Republican Jobs Plan: Bigger Tax Cuts For The Rich

Republican Jobs Plan: Bigger Tax Cuts For The Rich

After opposing, stalling, stonewalling and filibustering almost every recession-related bill for the past year, Republican lawmakers have finally proposed a jobs plan of their own: a bigger, more expensive version of George W. Bush's tax cuts for the rich.

The Economic Freedom Act of 2010 -- introduced by Reps. Jim Jordan (R-Ohio) and Jason Chaffetz (R-Utah) -- proposes deep tax cuts favoring the wealthiest in America, a reduction in regulatory oversight and the elimination of a federal tax on the estates of millionaires, which will allow wealthy investors to escape taxes entirely on a significant portion of their income.

Republicans say the bill will create jobs where President Obama's policies have failed to do so.

"The multi-trillion dollar government stimulus programs and taxpayer-funded bailouts have failed," reads the bill's official press release. "A growing private sector economy is the only 'stimulus program' that will create the jobs needed to restore America's economic strength."

House Majority Leader Steny Hoyer (D-Md.) said in a conference call on Tuesday that the GOP's proposal will not only fail to stimulate job growth, but will triple the deficit by 2015 and devastate an already-shrinking American middle class.

"The tax cuts they want to give, as usual under Republican policies, will give 62 percent of the tax cuts to the top 1 percent of Americans," Hoyer said. "Or said another way, an average $467 tax cut to working Americans in the middle of the income levels, and to the top 1 percent earners, an average of $157,000 tax cut, and to Goldman Sachs, $2.6 billion in tax cuts. When you analyze that, you know what is happening is the same old Bush policies of advantaging the wealthy at the expense of the middle income working people and tax cuts which did not, as they were advertised to, grow the economy and grow jobs. In fact, they did just the opposite."

Michael Linden, associate director for tax and budget policy at the Center for American Progress Action Fund, said the Republican proposal is "unaffordable on a level we've never seen before."

"This is almost five times bigger than Bush tax cuts were," Linden said. "It really represents a doubling down on Bush's economic agenda. Where he skewed his tax policy heavily to the rich, this would skew it even further even to the exclusion of the middle class.

"$7 trillion in additional debt and deficit over next ten years would be calamitous," Linden added. "I think it's hard to understate the radicalism of this plan."

Rather than hewing to trickle-down theory, Hoyer said he and other Democrats are developing an economic agenda that will focus on encouraging domestic manufacturing and discouraging the outsourcing of jobs to other countries. He said the motto for the agenda is "Make it in America," which alludes to both the physical manufacturing of goods and the increasingly elusive American dream.

"We are focusing on creating the kind of good jobs and growth that made this country the economic envy of the world," Hoyer said. "Also, we want people to be able to make it in America, to succeed, to avail themselves of the opportunity this country has and to afford to create for themselves and their families the quality of life we expect in America."

So far, in pursuit of that goal, the Democrats have passed the U.S. Manufacturing Enhancement Act, which is intended to make it easier for companies to get products they need to build things in America. House Democrats have also passed the Protecting Americans' Patents bill, designed to enhance innovation and entrepreneurship, as well as three other bills last week that are intended to help to keep jobs in America and give technology firms the information and help they need to compete in the global market.

Hoyer said he is confident that the Obama administration's economic policies have been responsible for the positive job growth in the private sector every month this year, though he said there is still a long way to go for a full economic recovery.

"We've had progress, but not success," he said. "Success will be the restoring of the 8 million jobs that were lost under the Bush administration."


Down to the last line, reproduce the data below exactly.

Data provided below:

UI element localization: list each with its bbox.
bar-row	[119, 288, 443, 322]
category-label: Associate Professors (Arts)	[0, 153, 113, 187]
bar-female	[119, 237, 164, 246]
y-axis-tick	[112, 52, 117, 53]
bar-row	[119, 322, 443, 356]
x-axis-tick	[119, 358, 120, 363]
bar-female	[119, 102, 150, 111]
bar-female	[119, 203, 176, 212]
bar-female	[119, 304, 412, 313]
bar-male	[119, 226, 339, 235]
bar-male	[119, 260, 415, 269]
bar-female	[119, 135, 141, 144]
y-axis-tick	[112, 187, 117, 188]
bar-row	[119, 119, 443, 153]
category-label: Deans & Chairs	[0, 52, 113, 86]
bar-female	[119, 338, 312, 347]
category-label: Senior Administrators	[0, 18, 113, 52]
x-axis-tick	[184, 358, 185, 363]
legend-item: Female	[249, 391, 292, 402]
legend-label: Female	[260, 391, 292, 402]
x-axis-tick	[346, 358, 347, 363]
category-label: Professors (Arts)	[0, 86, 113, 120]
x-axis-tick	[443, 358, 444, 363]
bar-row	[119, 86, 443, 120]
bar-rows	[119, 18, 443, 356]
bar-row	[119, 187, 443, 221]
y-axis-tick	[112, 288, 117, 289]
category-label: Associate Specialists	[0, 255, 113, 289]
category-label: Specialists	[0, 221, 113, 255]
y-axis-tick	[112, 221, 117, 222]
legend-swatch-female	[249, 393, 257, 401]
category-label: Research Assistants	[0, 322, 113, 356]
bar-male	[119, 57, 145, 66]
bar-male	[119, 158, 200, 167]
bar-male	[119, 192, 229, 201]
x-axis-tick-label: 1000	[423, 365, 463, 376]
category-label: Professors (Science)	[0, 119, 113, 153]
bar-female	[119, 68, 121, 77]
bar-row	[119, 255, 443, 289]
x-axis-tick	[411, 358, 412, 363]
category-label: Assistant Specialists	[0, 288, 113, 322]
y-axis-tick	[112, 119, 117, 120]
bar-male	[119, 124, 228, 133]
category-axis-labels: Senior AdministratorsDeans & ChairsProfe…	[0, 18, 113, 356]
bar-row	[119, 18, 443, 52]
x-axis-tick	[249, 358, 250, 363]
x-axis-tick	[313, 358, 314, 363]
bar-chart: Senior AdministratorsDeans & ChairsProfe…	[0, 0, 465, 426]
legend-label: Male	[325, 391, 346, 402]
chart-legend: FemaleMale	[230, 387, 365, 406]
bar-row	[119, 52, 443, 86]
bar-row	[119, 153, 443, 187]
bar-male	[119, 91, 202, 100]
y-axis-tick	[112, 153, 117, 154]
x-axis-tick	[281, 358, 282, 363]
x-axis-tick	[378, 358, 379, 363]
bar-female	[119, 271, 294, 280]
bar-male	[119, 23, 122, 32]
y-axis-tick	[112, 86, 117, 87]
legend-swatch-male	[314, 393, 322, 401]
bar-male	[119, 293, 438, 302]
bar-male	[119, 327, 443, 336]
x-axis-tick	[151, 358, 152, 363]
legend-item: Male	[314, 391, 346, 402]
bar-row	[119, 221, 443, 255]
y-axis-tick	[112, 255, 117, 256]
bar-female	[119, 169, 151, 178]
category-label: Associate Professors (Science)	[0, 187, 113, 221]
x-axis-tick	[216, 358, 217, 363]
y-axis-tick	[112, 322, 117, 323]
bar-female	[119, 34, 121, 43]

End of Data provided.

- _Reply_:
UI element localization: list each with its bbox.
bar-row	[119, 288, 443, 322]
category-label: Associate Professors (Arts)	[0, 153, 113, 187]
bar-female	[119, 237, 164, 246]
y-axis-tick	[112, 52, 117, 53]
bar-row	[119, 322, 443, 356]
x-axis-tick	[119, 358, 120, 363]
bar-female	[119, 102, 150, 111]
bar-female	[119, 203, 176, 212]
bar-female	[119, 304, 412, 313]
bar-male	[119, 226, 339, 235]
bar-male	[119, 260, 415, 269]
bar-female	[119, 135, 141, 144]
y-axis-tick	[112, 187, 117, 188]
bar-row	[119, 119, 443, 153]
category-label: Deans & Chairs	[0, 52, 113, 86]
bar-female	[119, 338, 312, 347]
category-label: Senior Administrators	[0, 18, 113, 52]
x-axis-tick	[184, 358, 185, 363]
legend-item: Female	[249, 391, 292, 402]
legend-label: Female	[260, 391, 292, 402]
x-axis-tick	[346, 358, 347, 363]
category-label: Professors (Arts)	[0, 86, 113, 120]
x-axis-tick	[443, 358, 444, 363]
bar-row	[119, 86, 443, 120]
bar-rows	[119, 18, 443, 356]
bar-row	[119, 187, 443, 221]
y-axis-tick	[112, 288, 117, 289]
category-label: Associate Specialists	[0, 255, 113, 289]
category-label: Specialists	[0, 221, 113, 255]
y-axis-tick	[112, 221, 117, 222]
legend-swatch-female	[249, 393, 257, 401]
category-label: Research Assistants	[0, 322, 113, 356]
bar-male	[119, 57, 145, 66]
bar-male	[119, 158, 200, 167]
bar-male	[119, 192, 229, 201]
x-axis-tick-label: 1000	[423, 365, 463, 376]
category-label: Professors (Science)	[0, 119, 113, 153]
bar-female	[119, 68, 121, 77]
bar-row	[119, 255, 443, 289]
x-axis-tick	[411, 358, 412, 363]
category-label: Assistant Specialists	[0, 288, 113, 322]
y-axis-tick	[112, 119, 117, 120]
bar-male	[119, 124, 228, 133]
category-axis-labels: Senior AdministratorsDeans & ChairsProfe…	[0, 18, 113, 356]
bar-row	[119, 18, 443, 52]
x-axis-tick	[249, 358, 250, 363]
x-axis-tick	[313, 358, 314, 363]
bar-chart: Senior AdministratorsDeans & ChairsProfe…	[0, 0, 465, 426]
legend-label: Male	[325, 391, 346, 402]
chart-legend: FemaleMale	[230, 387, 365, 406]
bar-row	[119, 52, 443, 86]
bar-row	[119, 153, 443, 187]
bar-male	[119, 91, 202, 100]
y-axis-tick	[112, 153, 117, 154]
x-axis-tick	[281, 358, 282, 363]
x-axis-tick	[378, 358, 379, 363]
bar-female	[119, 271, 294, 280]
bar-male	[119, 23, 122, 32]
y-axis-tick	[112, 86, 117, 87]
legend-swatch-male	[314, 393, 322, 401]
bar-male	[119, 293, 438, 302]
bar-male	[119, 327, 443, 336]
x-axis-tick	[151, 358, 152, 363]
legend-item: Male	[314, 391, 346, 402]
bar-row	[119, 221, 443, 255]
y-axis-tick	[112, 255, 117, 256]
bar-female	[119, 169, 151, 178]
category-label: Associate Professors (Science)	[0, 187, 113, 221]
x-axis-tick	[216, 358, 217, 363]
y-axis-tick	[112, 322, 117, 323]
bar-female	[119, 34, 121, 43]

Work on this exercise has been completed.